The first contention is that there was error in the refusal of the court to submit the appellant's special issue numbered A, inquiring whether the cattle would have arrived at Fort Worth but for appellee's request that they be unloaded at Baird. P. S. F. R. Co. v. Harp (Tex.Civ.App.)
It is true that the evidence is sharply conflicting upon the issue of delay, and the appellee's testimony as to the time when the shipment reached and left Sweetwater varies considerably from that of the appellant's employees. But plaintiff was with the shipment continuously from Seagraves until it reached Baird, and this conflict has been settled by the verdict of the jury. The jury found that the appellants did not use ordinary care and diligence in transporting the cattle from Sweetwater to Fort Worth; that appellee was not guilty of contributory negligence; that the cattle suffered unusual shrinkage in weight by reason of the appellant's negligence, fixing the amount of shrinkage at 25 pounds per head over and above the usual and ordinary shrinkage incident to a shipment under such conditions. They found that there was decline in the market from Monday until Tuesday, when the cattle were sold, of 25 cents per hundredweight. Upon the issue of rough handling the appellee testified that his cattle reached Sweetwater about 3 o'clock on the morning of September 19th, and after being switched around a good while they were delivered to the Texas Pacific Railway Company about 6 o'clock a. m., which was about daylight; that several times during the day he asked members of the train crew what time they would leave and if he would have time to get something to eat, and was told on every *Page 216 occasion that they would be ready to leave right away; that he stood around until about 2 o'clock, when his cattle were still being switched; the cattle were shown to have been in a damaged condition when they reached Fort Worth; that "they were in extremely bad shape, skinned all over and bruised." He said that he did not get anything to eat until 2 or 3 o'clock and that the train crew were still working until after 4 o'clock in the evening, when they left about 4:30. His oral testimony, together with other evidence of the skinned, bruised condition of the cattle when they reached Fort Worth is sufficient to sustain the finding of the jury. Without discussing the numerous propositions, most of which relate to the special defense above stated, suffice it to say that we think the evidence is sufficient to support the verdict upon each issue.
We find no reversible error, and the judgment is affirmed.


▶ _Work item_
Across all the records below, how many lines contain "point"? Respond with only the number.

▶ _The records_
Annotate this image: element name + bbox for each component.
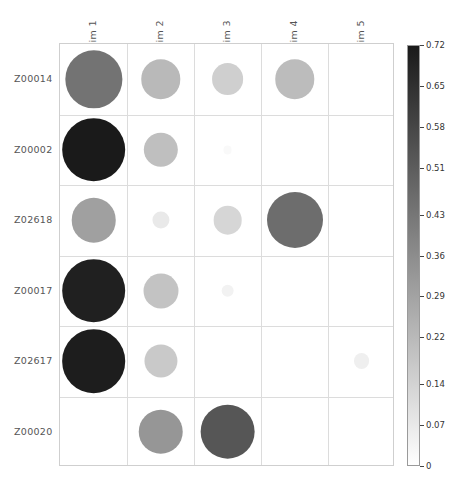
colorbar-tick (420, 127, 424, 128)
colorbar-tick-label: 0.14 (426, 379, 445, 389)
colorbar-gradient (407, 45, 420, 466)
bubble-z00014-dim-3[interactable] (212, 63, 244, 95)
row-label-z02618: Z02618 (14, 214, 53, 225)
colorbar-tick-label: 0.36 (426, 251, 445, 261)
bubble-z00014-dim-1[interactable] (65, 51, 122, 108)
bubble-z02618-dim-2[interactable] (152, 212, 169, 229)
bubble-z02617-dim-1[interactable] (62, 329, 126, 393)
bubble-z02617-dim-5[interactable] (354, 353, 370, 369)
colorbar-tick-label: 0 (426, 461, 431, 471)
colorbar-tick-label: 0.65 (426, 81, 445, 91)
grid-line-vertical (127, 44, 128, 465)
colorbar-tick (420, 215, 424, 216)
colorbar-tick-label: 0.72 (426, 40, 445, 50)
colorbar-tick-label: 0.43 (426, 210, 445, 220)
grid-line-horizontal (60, 256, 393, 257)
colorbar-tick (420, 425, 424, 426)
colorbar-tick (420, 384, 424, 385)
bubble-z00017-dim-1[interactable] (62, 259, 126, 323)
colorbar-tick-label: 0.58 (426, 122, 445, 132)
bubble-z00002-dim-3[interactable] (223, 145, 232, 154)
bubble-z00017-dim-3[interactable] (221, 284, 234, 297)
grid-line-horizontal (60, 326, 393, 327)
row-label-z00017: Z00017 (14, 284, 53, 295)
colorbar-tick-label: 0.22 (426, 332, 445, 342)
colorbar-tick (420, 337, 424, 338)
bubble-z00014-dim-2[interactable] (141, 60, 180, 99)
row-label-z00002: Z00002 (14, 143, 53, 154)
colorbar-tick (420, 466, 424, 467)
colorbar[interactable]: 0.720.650.580.510.430.360.290.220.140.07… (407, 45, 420, 466)
colorbar-tick (420, 45, 424, 46)
bubble-matrix-figure: Dim 1Dim 2Dim 3Dim 4Dim 5 Z00014Z00002Z0… (0, 0, 452, 489)
grid-line-vertical (261, 44, 262, 465)
colorbar-tick (420, 256, 424, 257)
row-label-z02617: Z02617 (14, 355, 53, 366)
bubble-z02618-dim-3[interactable] (213, 206, 242, 235)
bubble-z00002-dim-1[interactable] (62, 118, 126, 182)
grid-line-horizontal (60, 185, 393, 186)
colorbar-tick-label: 0.07 (426, 420, 445, 430)
colorbar-tick (420, 168, 424, 169)
colorbar-tick-label: 0.29 (426, 291, 445, 301)
colorbar-tick-label: 0.51 (426, 163, 445, 173)
grid-line-vertical (328, 44, 329, 465)
bubble-z00002-dim-2[interactable] (143, 133, 177, 167)
bubble-z02618-dim-1[interactable] (71, 198, 116, 243)
bubble-z00020-dim-2[interactable] (138, 409, 183, 454)
grid-line-horizontal (60, 115, 393, 116)
grid-line-vertical (194, 44, 195, 465)
colorbar-tick (420, 296, 424, 297)
bubble-z00014-dim-4[interactable] (275, 60, 314, 99)
row-label-z00014: Z00014 (14, 73, 53, 84)
bubble-z02618-dim-4[interactable] (267, 192, 323, 248)
bubble-z00017-dim-2[interactable] (143, 273, 178, 308)
bubble-z00020-dim-3[interactable] (200, 404, 255, 459)
bubble-z02617-dim-2[interactable] (144, 345, 177, 378)
plot-area (59, 43, 394, 466)
grid-line-horizontal (60, 397, 393, 398)
row-label-z00020: Z00020 (14, 425, 53, 436)
colorbar-tick (420, 86, 424, 87)
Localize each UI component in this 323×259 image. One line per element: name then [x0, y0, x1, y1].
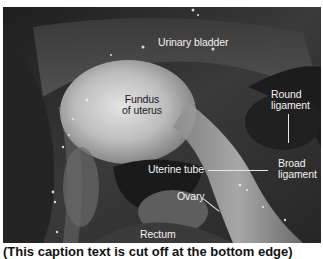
label-broad-ligament: Broad ligament [278, 158, 317, 180]
leader-line-round-ligament [288, 114, 289, 143]
figure-caption-truncated: (This caption text is cut off at the bot… [3, 245, 293, 259]
label-round-ligament: Round ligament [271, 89, 310, 111]
label-fundus-of-uterus: Fundus of uterus [121, 94, 163, 116]
label-uterine-tube: Uterine tube [148, 164, 204, 175]
leader-line-uterine-tube [208, 170, 268, 171]
label-broad-line2: ligament [278, 169, 317, 180]
label-rectum: Rectum [140, 229, 176, 240]
label-urinary-bladder: Urinary bladder [158, 37, 228, 48]
label-round-line2: ligament [271, 100, 310, 111]
label-fundus-line2: of uterus [121, 105, 163, 116]
label-ovary: Ovary [177, 191, 205, 202]
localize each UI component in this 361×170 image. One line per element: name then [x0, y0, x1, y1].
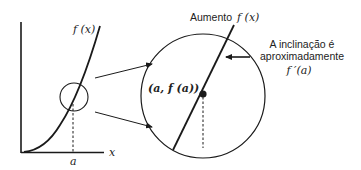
point-coordinate-label: (a, f (a))	[148, 82, 199, 95]
zoom-connectors	[95, 64, 152, 127]
x-axis-label: x	[109, 146, 116, 159]
upper-zoom-arrow	[95, 64, 152, 78]
left-graph: f (x) x a	[21, 22, 116, 168]
small-zoom-circle	[60, 83, 88, 111]
slope-annotation-line1: A inclinação é	[270, 38, 335, 50]
zoom-title: Aumento f (x)	[190, 7, 259, 24]
point-marker	[199, 90, 206, 97]
diagram-canvas: f (x) x a Aumento f (x) (a, f (a)) A inc…	[0, 0, 361, 170]
curve-label: f (x)	[72, 23, 95, 36]
slope-annotation-line2: aproximadamente	[260, 50, 344, 62]
slope-annotation-line3: f ′(a)	[285, 64, 311, 77]
zoomed-view: Aumento f (x) (a, f (a)) A inclinação é …	[141, 7, 344, 158]
point-a-label: a	[70, 155, 77, 168]
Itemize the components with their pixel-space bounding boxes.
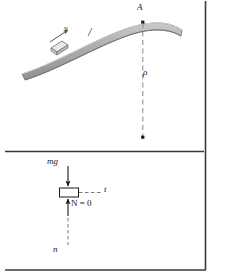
label-tangential-axis-t: t [104,185,107,194]
fbd-block [60,188,79,197]
label-normal-axis-n: n [53,245,58,254]
label-normal-force-N: N = 0 [71,199,92,208]
ramp-bottom-edge-shadow [25,30,181,80]
curved-ramp-surface [22,23,182,80]
label-weight-mg: mg [47,157,58,166]
label-radius-rho: ρ [143,68,147,77]
ramp-diagram-graphics [22,21,182,139]
center-of-curvature-marker [141,136,144,139]
sliding-block [51,41,68,55]
label-velocity-v: v [64,25,68,33]
physics-figure: A v ρ mg t N = 0 n [0,0,225,277]
tangent-tick-mark [88,28,92,36]
label-point-a: A [137,3,143,12]
figure-canvas [0,0,225,277]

▶ _Solution below_
4